ExclusiveHong Kong should stick to four-decade-old US dollar currency peg as it braces for ‘unusual challenges’ ahead, HKMA former CEO Yam says
- Keeping a system that has proven to be most resilient is our best option, city’s longest-serving central banker says
- Linking local currency to the yuan should only be considered ‘if there is a nuclear war in finance’
“It looks like Hong Kong is going into a period that will present unusual challenges to the stability and integrity of our monetary and financial systems, and to our status as an international financial centre,” Yam said in an interview with the South China Morning Post.
Hong Kong sells US$1.5 billion to defend currency peg as capital heads for US
The challenges Hong Kong faces include, along with the ongoing coronavirus pandemic: inflation across the globe; withdrawal of stimulus measures in the US and the West; and geopolitical tensions between China and the US, with America showing a tendency to weaponise finance. There is a fear that Washington might introduce sanctions and ban Hong Kong from accessing the US dollar to break the peg.
The US would not want to “destroy or damage” Hong Kong, which is one of the most active US dollar trading centres in the world and a gateway between the US and China, he said. “Imagine also the repercussions such a nuclear option might have on sentiment in global financial markets, and on the status of the US dollar,” he added.
As far as linking the local currency to the yuan was concerned, Yam said this “should only be considered as one of many contingency options, if there is a nuclear war in finance”. Switching the peg to the Chinese currency will require handling a lot of technical issues and “this will not happen any time soon”.
“If we are forced to change the currency anchor link from the US dollar to another currency, it means the Exchange Fund will need to switch about US$300 billion worth of liquid US dollar assets [that are currently] giving full backing to the Hong Kong dollar monetary base into assets in the new anchor currency. Let me tell you – this is not a simple matter,” Yam said.
The city could, however, do more to help internationalise the yuan further, he said, as China would like to reduce its dependence on the US dollar in its international economic and financial activity.
“The offshore yuan market in Hong Kong has an increasingly important role to play in the years ahead,” Yam said, adding that the yuan could be used along with the Hong Kong dollar for stock market pricing and settlement, which would be a “wise and strategic move”.
On the subject of whether the Hong Kong dollar would continue to exist as a stand-alone currency in 2047, 50 years after Hong Kong’s handover to China, Yam said: “Why not?”
President Xi Jinping said in 2018 that the world was undergoing a change not seen in a century, with the rise of China and the West developing strategies to contain it. Such a change will present new challenges and opportunities for Hong Kong, Yam said.
“To continue to play an essential role as the preferred intermediary, particularly when global financial markets are poised for directional shifts and volatility, I see no better alternative than to keep the peg in place,” he said.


**Your instructions**
If a line of the data below holds the word "County", list it.

(Component data from apps and pages)
'''
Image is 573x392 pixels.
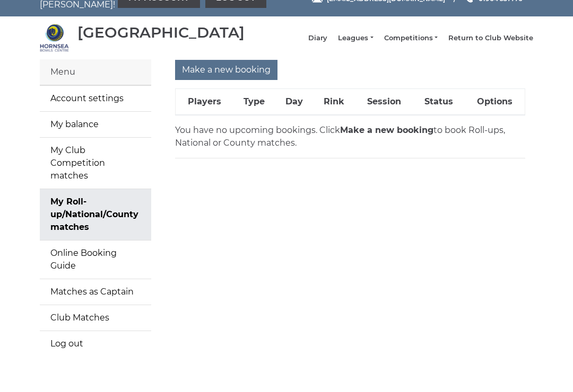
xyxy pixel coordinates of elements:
th: Status [412,90,464,116]
a: My Roll-up/National/County matches [40,190,151,241]
p: You have no upcoming bookings. Click to book Roll-ups, National or County matches. [175,125,525,150]
a: Online Booking Guide [40,241,151,280]
th: Type [233,90,276,116]
a: Competitions [384,34,437,43]
a: Club Matches [40,305,151,331]
a: My balance [40,112,151,138]
th: Players [176,90,233,116]
div: [GEOGRAPHIC_DATA] [77,25,244,42]
input: Make a new booking [175,61,277,81]
th: Session [355,90,413,116]
a: Matches as Captain [40,280,151,305]
a: Diary [308,34,327,43]
a: Log out [40,332,151,357]
div: Menu [40,60,151,86]
a: Return to Club Website [448,34,533,43]
th: Options [464,90,525,116]
img: Hornsea Bowls Centre [40,24,69,53]
th: Rink [313,90,354,116]
a: Account settings [40,87,151,112]
a: My Club Competition matches [40,138,151,189]
th: Day [275,90,313,116]
strong: Make a new booking [340,126,433,136]
a: Leagues [338,34,373,43]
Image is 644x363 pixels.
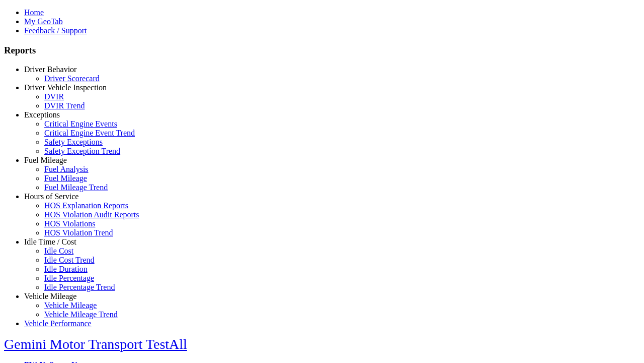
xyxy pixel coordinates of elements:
[44,201,128,210] a: HOS Explanation Reports
[44,92,64,101] a: DVIR
[24,8,44,16] a: Home
[24,237,76,246] a: Idle Time / Cost
[44,74,100,82] a: Driver Scorecard
[44,101,84,110] a: DVIR Trend
[44,310,117,318] a: Vehicle Mileage Trend
[44,228,113,236] a: HOS Violation Trend
[44,165,89,173] a: Fuel Analysis
[24,292,76,300] a: Vehicle Mileage
[24,17,63,25] a: My GeoTab
[24,110,60,119] a: Exceptions
[24,83,106,91] a: Driver Vehicle Inspection
[44,120,117,128] a: Critical Engine Events
[24,26,87,35] a: Feedback / Support
[44,210,139,219] a: HOS Violation Audit Reports
[24,65,76,74] a: Driver Behavior
[44,255,95,264] a: Idle Cost Trend
[44,129,135,137] a: Critical Engine Event Trend
[44,300,97,309] a: Vehicle Mileage
[44,274,94,282] a: Idle Percentage
[4,45,640,56] h3: Reports
[44,174,87,182] a: Fuel Mileage
[24,155,67,164] a: Fuel Mileage
[4,336,187,351] a: Gemini Motor Transport TestAll
[44,146,120,155] a: Safety Exception Trend
[44,283,115,292] a: Idle Percentage Trend
[44,265,87,273] a: Idle Duration
[44,219,95,228] a: HOS Violations
[24,192,78,201] a: Hours of Service
[44,138,102,146] a: Safety Exceptions
[44,246,73,255] a: Idle Cost
[24,319,91,327] a: Vehicle Performance
[44,183,108,191] a: Fuel Mileage Trend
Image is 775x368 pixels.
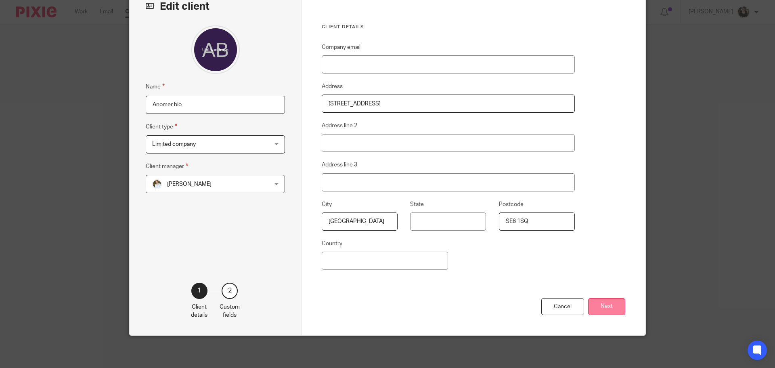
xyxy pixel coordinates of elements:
span: [PERSON_NAME] [167,181,212,187]
div: 2 [222,283,238,299]
label: Address [322,82,343,90]
label: City [322,200,332,208]
span: Limited company [152,141,196,147]
button: Next [588,298,625,315]
label: Country [322,239,342,247]
img: sarah-royle.jpg [152,179,162,189]
label: Name [146,82,165,91]
label: Client type [146,122,177,131]
h3: Client details [322,24,575,30]
label: Client manager [146,161,188,171]
p: Custom fields [220,303,240,319]
label: Address line 3 [322,161,357,169]
label: Postcode [499,200,524,208]
p: Client details [191,303,208,319]
label: Company email [322,43,361,51]
label: Address line 2 [322,122,357,130]
label: State [410,200,424,208]
div: Cancel [541,298,584,315]
div: 1 [191,283,208,299]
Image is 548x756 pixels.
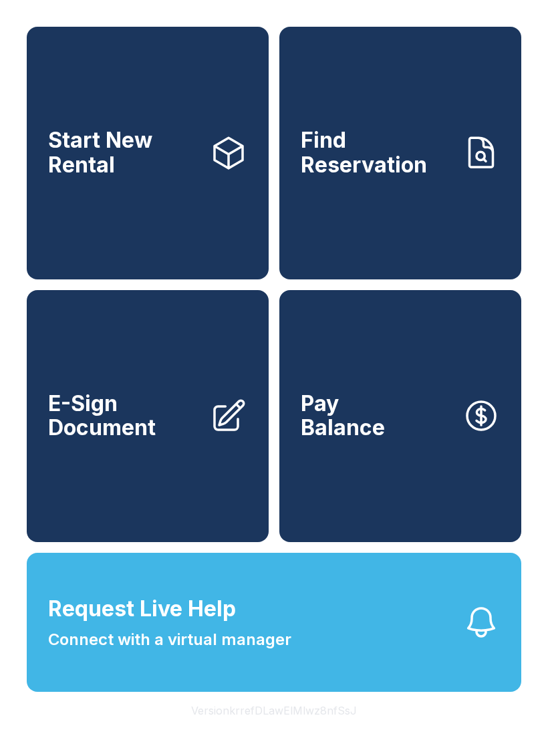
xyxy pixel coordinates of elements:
span: Find Reservation [301,128,452,177]
button: PayBalance [279,290,521,543]
a: Start New Rental [27,27,269,279]
span: Connect with a virtual manager [48,627,292,651]
a: E-Sign Document [27,290,269,543]
a: Find Reservation [279,27,521,279]
span: Start New Rental [48,128,199,177]
button: Request Live HelpConnect with a virtual manager [27,553,521,691]
span: E-Sign Document [48,392,199,440]
span: Request Live Help [48,593,236,625]
span: Pay Balance [301,392,385,440]
button: VersionkrrefDLawElMlwz8nfSsJ [180,691,368,729]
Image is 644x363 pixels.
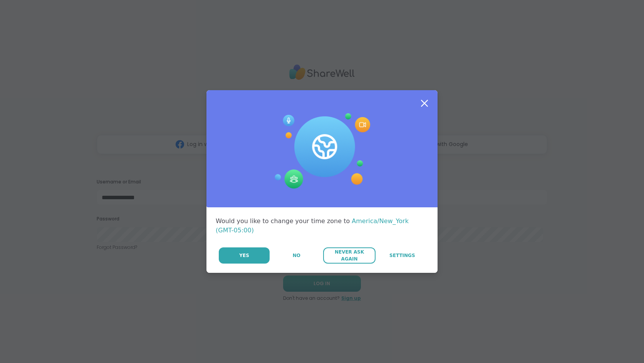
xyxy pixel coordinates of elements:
span: Never Ask Again [327,249,371,262]
span: Yes [239,252,249,259]
span: Settings [389,252,415,259]
span: America/New_York (GMT-05:00) [215,217,408,234]
button: Yes [219,248,269,264]
a: Settings [376,248,429,264]
div: Would you like to change your time zone to [215,217,429,235]
span: No [293,252,301,259]
img: Session Experience [274,113,370,189]
button: No [270,248,322,264]
button: Never Ask Again [323,248,375,264]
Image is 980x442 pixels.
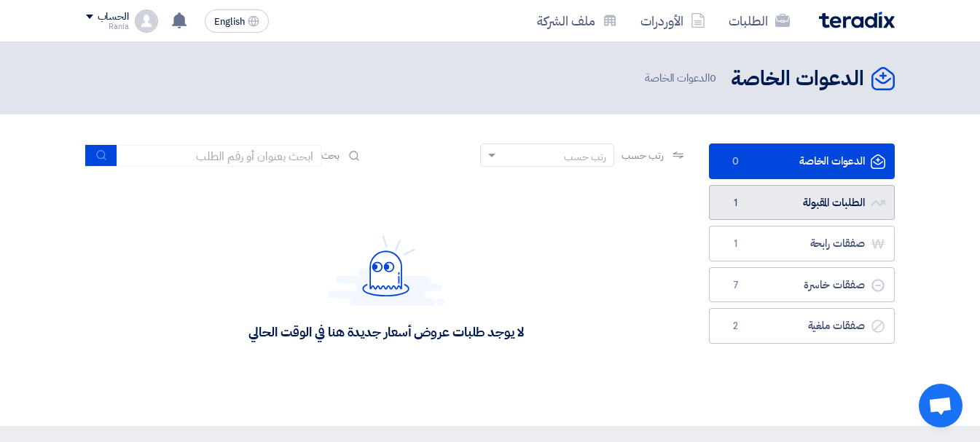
'''
**Exercise result**
a: My Roll-up/National/County matches [40,190,151,241]
p: You have no upcoming bookings. Click to book Roll-ups, National or County matches. [175,125,525,150]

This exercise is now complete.